The Supreme Court’s 4-4 split on President Obama’s deferred action programs puts the broader issue of how to resolve the fate of about 10 million long-term unauthorized immigrants squarely back into the political arena. As dismaying as our current political dialogue is, this is right where the issue should be. But we need the right kind of political focus.
At first glance, the Court’s nine-word ruling seems like a great anticlimax. We get no definitive, precedential word from the Justices on the validity of such a broadly categorical exercise of enforcement forbearance, one that would cover perhaps four million unauthorized immigrants, giving them work authorization as well. But we do know that the lower court’s preliminary injunction will fully block Obama’s program, known as DAPA, covering unauthorized immigrant parents of children who are U.S. citizens or permanent residents, until well past the election.
For proponents of some form of legal status for the long-resident undocumented, the political battle could be pursued in two different ways. It could focus on electing a president likely to appoint a ninth Supreme Court Justice who would uphold DAPA. Important as that outcome surely would be for the individuals given deferred action, deferred action remains a temporary and inferior status, still vulnerable to withdrawal by a later administration. And it does nothing to fix other parts of our immigration system, either to revise our legal immigration categories or especially to establish a future system that embodies—and renders legitimate—thoughtful, resolute enforcement against newer violators.
Proponents of legalizing the long-resident unauthorized population could focus, far more productively, on using the election season to make the case for more comprehensive solutions, and thus to elect a president and a Congress that will act through legislation early in the next Congress.
Proponents actually have a lot to work with. The Court’s decision coincided, almost to the minute, with the release of a new Brookings survey, based on polling done a few weeks ago. It showed (consistently with much earlier polling) that 61 percent of Americans support providing a way for long-term unauthorized migrants to become citizens. An additional 17 percent support permanent legal status for them, though not a path to full citizenship—in sum, a lopsided 78 percent favoring some form of durable legal status. Only 21 percent favored identifying and deporting them. Even among Republicans, 49 percent supported a way to become citizens, with 22 percent more favoring permanent legal status. The support was lower among self-identified Trump supporters, but even there 58 percent (45 and 13) supported granting some form of legal status.
How could a workable, comprehensive, and durable legislative reform come about? Almost surely not through a Donald Trump victory. Despite the polling data on his supporters’ views and the erratic fluidity of his policy positions, he is too dug-in on deportation and wall-building. Hillary Clinton, in contrast, supports early action on comprehensive reform legislation. If an anti-Trump backlash hands both the Senate and the House to the Democrats, we could expect early passage. Even the filibuster rule should not impede this outcome; the Senate, whose electorates are not subject to gerrymander, voted 68-32 for comprehensive reform in 2013.
But even if the Republicans maintain a slim majority in the House (still the more likely electoral outcome), a Trump loss, especially a lopsided one, should finally convince enough Republican Congress members that it really is time to put these divisive immigration issues behind us. Indeed, a slightly Republican House might well help produce a better and more balanced legislative package, combining legalization of the long-resident population with real seriousness about effective future enforcement, a combination I outlined in my essay, Go Comprehensive, Go Bold, for the First Year Project.
It remains deeply important to enact the right kind of comprehensive legislation, as a foundation for building long-term stability in this emotional and volatile policy arena. Let us take seriously the Court’s implicit invitation to make the public case for a sound legislative solution, rather than relying on executive unilateralism.
David A. Martin is the Warner-Booker Distinguished Professor of International Law at the University of Virginia. He has published numerous books, scholarly articles, and op-ed essays on immigration, refugees, constitutional law, and international law, including a leading casebook on immigration and citizenship law, now in its eighth edition. As Principal Deputy General Counsel of the Department of Homeland Security from January 2009 to December 2010, and in earlier government service at the Department of State and the Department of Justice, he was closely involved in critical legal and policy developments in the immigration field.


** YOUR INSTRUCTIONS **
From the records below, pull each line that has "salivates".

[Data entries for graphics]
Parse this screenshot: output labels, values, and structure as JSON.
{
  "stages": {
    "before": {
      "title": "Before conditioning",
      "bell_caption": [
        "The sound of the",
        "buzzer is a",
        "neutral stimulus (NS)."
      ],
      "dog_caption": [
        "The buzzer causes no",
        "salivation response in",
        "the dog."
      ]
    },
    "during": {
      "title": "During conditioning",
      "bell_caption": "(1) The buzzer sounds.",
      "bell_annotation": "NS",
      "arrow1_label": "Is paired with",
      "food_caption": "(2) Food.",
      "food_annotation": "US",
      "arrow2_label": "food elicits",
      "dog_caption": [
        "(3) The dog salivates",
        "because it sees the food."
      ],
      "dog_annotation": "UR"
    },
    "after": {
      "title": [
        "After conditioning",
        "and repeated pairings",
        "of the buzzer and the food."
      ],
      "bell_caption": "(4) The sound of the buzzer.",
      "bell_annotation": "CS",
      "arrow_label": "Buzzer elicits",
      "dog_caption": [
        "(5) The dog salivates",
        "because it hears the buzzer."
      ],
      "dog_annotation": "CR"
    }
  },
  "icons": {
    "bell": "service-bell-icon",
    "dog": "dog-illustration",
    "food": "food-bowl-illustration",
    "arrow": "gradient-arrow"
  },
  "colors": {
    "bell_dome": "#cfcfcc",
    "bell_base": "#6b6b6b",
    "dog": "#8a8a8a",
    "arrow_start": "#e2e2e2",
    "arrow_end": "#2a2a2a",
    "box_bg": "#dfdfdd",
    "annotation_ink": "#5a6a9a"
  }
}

** WRITTEN ANSWER **
        "(3) The dog salivates",
        "(5) The dog salivates",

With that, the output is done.